- The True Issues
- Mitigating Organizational Risk
- Mitigating Agent-Forwarding Risk
- Mitigating Port-Forwarding Risk
- Final Ideas
Mitigating Port-Forwarding Risk
Port forwarding is risky because many people don’t understand how it works. Many system administrators skip over the details in a mad rush to create an FTP replacement system. Additionally, many admins are used to client software being relatively harmless. They don’t understand how many features are available within most SSH clients. So those tunneling abilities remain a threat—a hidden, ignored threat.
How much open, unfettered access does your organization have to devices on the Internet?
SSH isn’t the only service that can do port forwarding. There are standalone port forwarders, such as netcat (nc), that can complete the hack. But do you expect something you see as a Telnet replacement to be its own VPN tool?
How do you mitigate the risk? After all, you can’t control the Internet servers, and most SSH clients have port forwarding capabilities. Even if your "official" client doesn’t, the malicious user can install another. And though you may have your firewall blocking port 22 outbound, that’s not good enough. SSH can run on any TCP port. So the home SSH server runs on the email port, the DNS port, or any port that people commonly open for outbound access. This seems an unsolvable riddle.
Let’s begin with the basics. People can’t comply with unwritten policy. You must create and communicate, strongly, a policy against creating tunnels/remote access into your organization. Emphasize that any tunneling/encryption technologies that go outside of your official remote access program and VPN toolsets are forbidden.
Do you even have a remote access and/or VPN strategy? Or do you allow just about anyone to use anything handy as a conduit to your precious business secrets? You must state the consequences for creating a private VPN into YourOrg.com—even if it seems unlikely that you can detect these tunnels.
Allowing people to run personal computers with administrative authority allows them to evade any security control or secure software alternative you provide. Once you have more control on the SSH client software being run, create a process to survey and alert based on client settings (or simply overwrite them with the correct settings). While you can’t control a remote server’s configuration, you can control the client-side settings running on your organization’s PCs. Look hard—you may find a PC client that works with Active Directory and group policies.
Now that people are warned and the PCs are set such that tunnels don’t happen by accident, it’s time to tighten default accesses. The idea is that any tunnel, if found, is plainly a malicious act that involves knowingly and consciously configuring to evade policy and to deceive the organization.
Create a review process for approving SSH access to key devices on the Internet. Sure, SSH can be run on multiple ports or even tunneled into something like HTTP. But you must set the precedent that by default outbound SSH is not allowed. Consider high-level inspection tools that can detect tunneled traffic. Some proxy servers will inspect HTTP traffic for compliance to HTTP packet standards. If the HTTP packet is bad, the packet is dropped. But what about HTTPS tunneling? Can that be inspected?
Inspect firewall and WAN router logs for long-term, persistent connections or for those that begin at odd times and go outside your network. If the destination is outside of your approval process, you may have a stealth tunnel in operation. Time to ask a few questions or do some monitoring of the scripts running on the PC. While PC implies "personal," they are company properties and therefore open to monitoring.
You might even break the tunnel to help monitor it. Simply state that all jobs that access external resources must initiate on a DMZ host that you control. This application proxying is a valuable way to control outbound access. Proxying allows you to monitor information flows and prevent port forwarding from burrowing into your intranet itself.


**WHAT YOU HAVE TO DO**:
The lines to be set down run from the line containing "In order to" through the final line of the data below; print them exactly and print nothing else.

**SUPPLIED INFORMATION**:
● ● ●

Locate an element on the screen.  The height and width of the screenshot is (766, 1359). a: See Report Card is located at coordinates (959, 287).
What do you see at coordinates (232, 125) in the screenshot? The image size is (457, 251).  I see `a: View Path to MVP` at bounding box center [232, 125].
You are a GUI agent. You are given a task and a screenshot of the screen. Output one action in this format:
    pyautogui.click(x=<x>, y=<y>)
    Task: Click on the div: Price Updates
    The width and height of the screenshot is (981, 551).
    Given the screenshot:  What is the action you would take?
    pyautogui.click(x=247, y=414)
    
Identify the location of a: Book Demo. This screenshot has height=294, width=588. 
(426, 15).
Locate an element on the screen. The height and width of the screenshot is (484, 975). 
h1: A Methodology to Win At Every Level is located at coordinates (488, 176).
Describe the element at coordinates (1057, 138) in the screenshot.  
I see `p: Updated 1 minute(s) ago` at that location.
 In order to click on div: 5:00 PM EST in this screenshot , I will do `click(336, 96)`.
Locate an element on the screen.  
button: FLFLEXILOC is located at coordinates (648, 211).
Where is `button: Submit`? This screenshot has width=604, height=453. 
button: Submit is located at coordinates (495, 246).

● ● ●

**ANSWER FOR THE TASK**:
 In order to click on div: 5:00 PM EST in this screenshot , I will do `click(336, 96)`.
Locate an element on the screen.  
button: FLFLEXILOC is located at coordinates (648, 211).
Where is `button: Submit`? This screenshot has width=604, height=453. 
button: Submit is located at coordinates (495, 246).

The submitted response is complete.